As Secretary of State, Rice has dedicated her department to “Transformational Diplomacy,” with a mission of building and sustaining democratic, well-governed states around the world and the Middle East in particular. To that end, she has relocated American diplomats to such hardship locations as Iraq, Afghanistan and Angola, and required them to become fluent in two foreign languages. She also created a high-level position to de-fragment U.S. foreign aid.

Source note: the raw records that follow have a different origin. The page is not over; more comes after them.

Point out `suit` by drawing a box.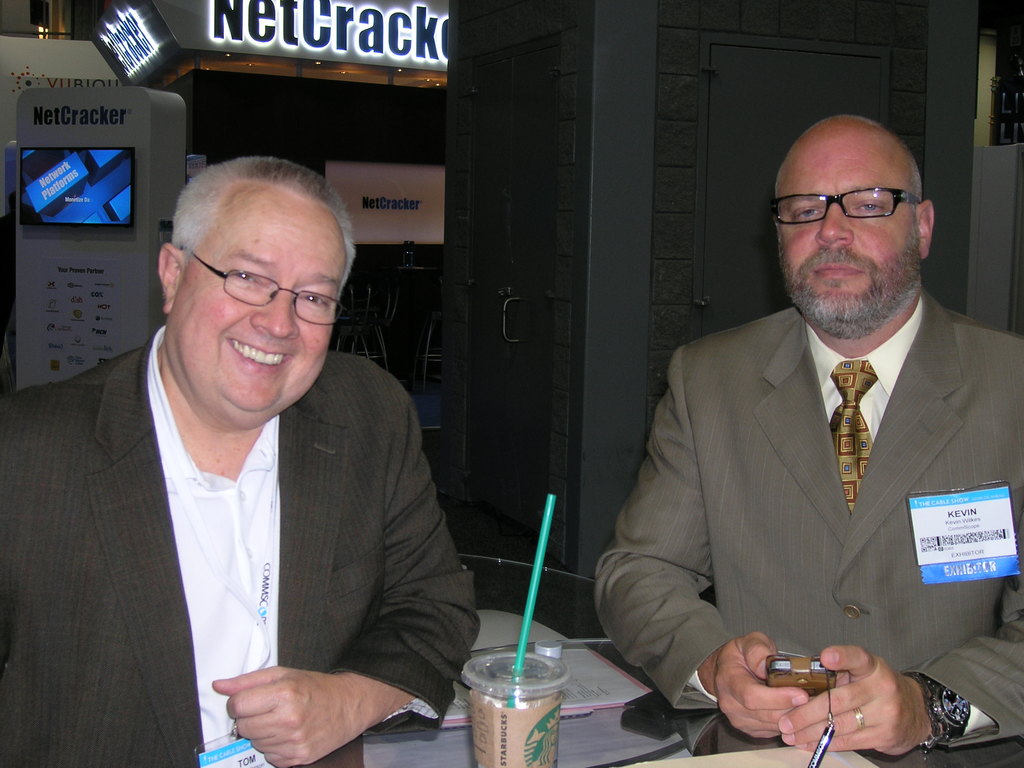
bbox(0, 326, 476, 767).
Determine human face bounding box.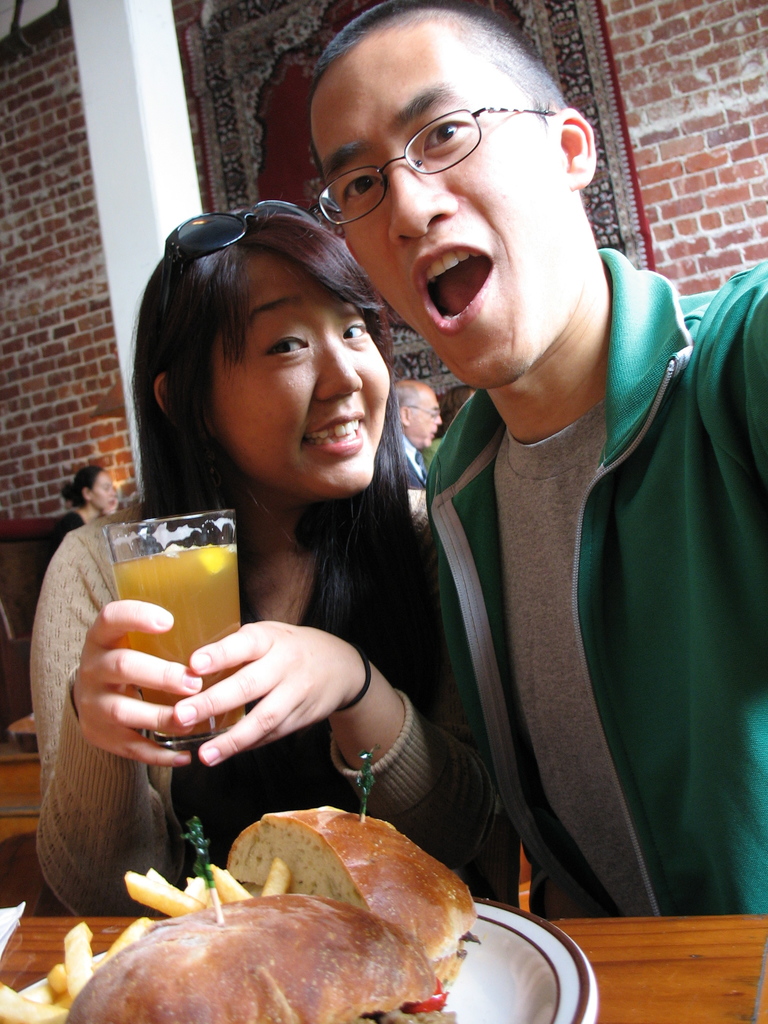
Determined: bbox(90, 469, 119, 518).
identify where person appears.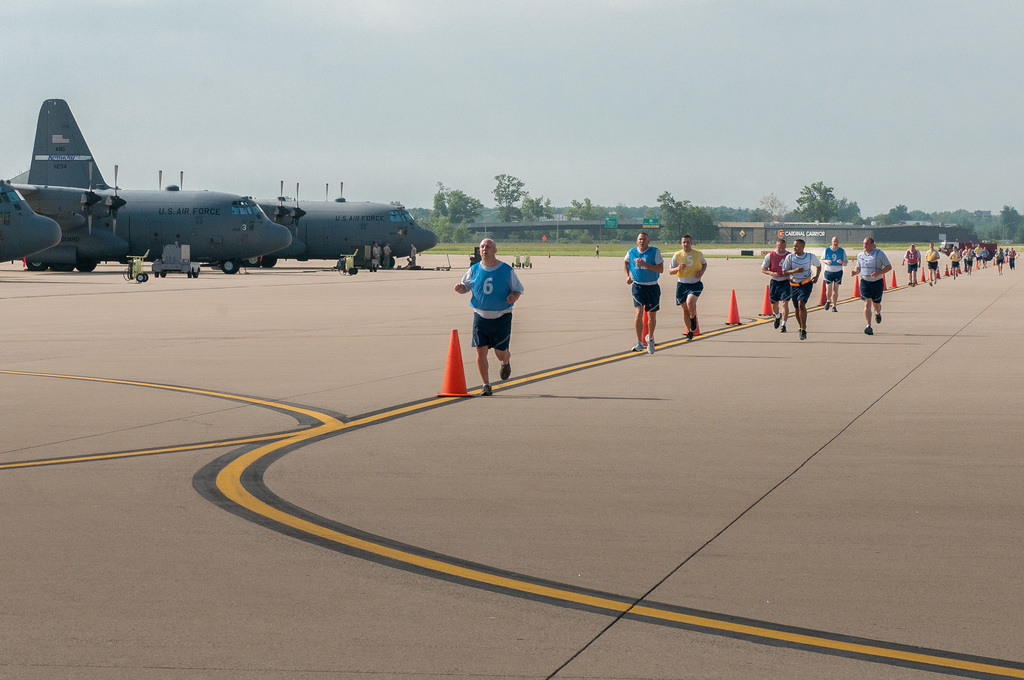
Appears at 899:241:923:287.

In March 2004, Rice declined to testify before the National Commission on Terrorist Attacks Upon the United States (the 9/11 Commission). The White House claimed executive privilege under constitutional separation of powers and cited past tradition. Under pressure, Bush agreed to allow her to testify so long as it did not create a precedent of presidential staff being required to appear before United States Congress when so requested. Her appearance before the commission on April 8, 2004, was accepted by the Bush administration in part because she was not appearing directly before Congress. She thus became the first sitting National Security Advisor to testify on matters of policy.

In April 2007, Rice rejected, on grounds of executive privilege, a House subpoena regarding the prewar claim that Iraq sought yellowcake uranium from Niger.

In October 2003, Rice was named to run the Iraq Stabilization Group, to “quell violence in Iraq and Afghanistan and to speed the reconstruction of both countries.” By May 2004, The Washington Post reported that the council had become virtually nonexistent.

Leading up to the 2004 presidential election, Rice became the first National Security Advisor to campaign for an incumbent president. She stated that while: “Saddam Hussein had nothing to do with the actual attacks on America, Saddam Hussein’s Iraq was a part of the Middle East that was festering and unstable, and was part of the circumstances that created the problem on September 11.”

In August 2012, Rice and South Carolina businesswoman Darla Moore became the first women to (simultaneously) become members of the Augusta National Golf Club, located in Augusta, Georgia. The event was monumental. The club, which opened in 1933, had infamously been known for its all-male membership and repeated failure to admit women.

Just a few weeks later, on August 29, 2012, Rice attended the Republican National Convention in Tampa, Florida, showing her support for the Republican Party’s 2012 election candidates, Mitt Romney and Paul Ryan. Rice delivered a riveting speech on the second day of the convention, spurring positive media attention: “I think my father thought I might be president of the United States. I think he would’ve been satisfied with secretary of state. I’m a foreign policy person and to have a chance to serve my country as the nation’s chief diplomat at a time of peril and consequence, that was enough,” she said, adding that her future plans focus on being an educator, not a politician.

 

Awards & Achievements

She was presented with the U.S. Senator John Heinz Award for Greatest Public Service by an Elected or Appointed Official in 2003 by Jefferson Awards.

She received the U.S. Air Force Academy’s 2009 Thomas D. White National Defense Award for contributions to the defense and security of the United States in 2010.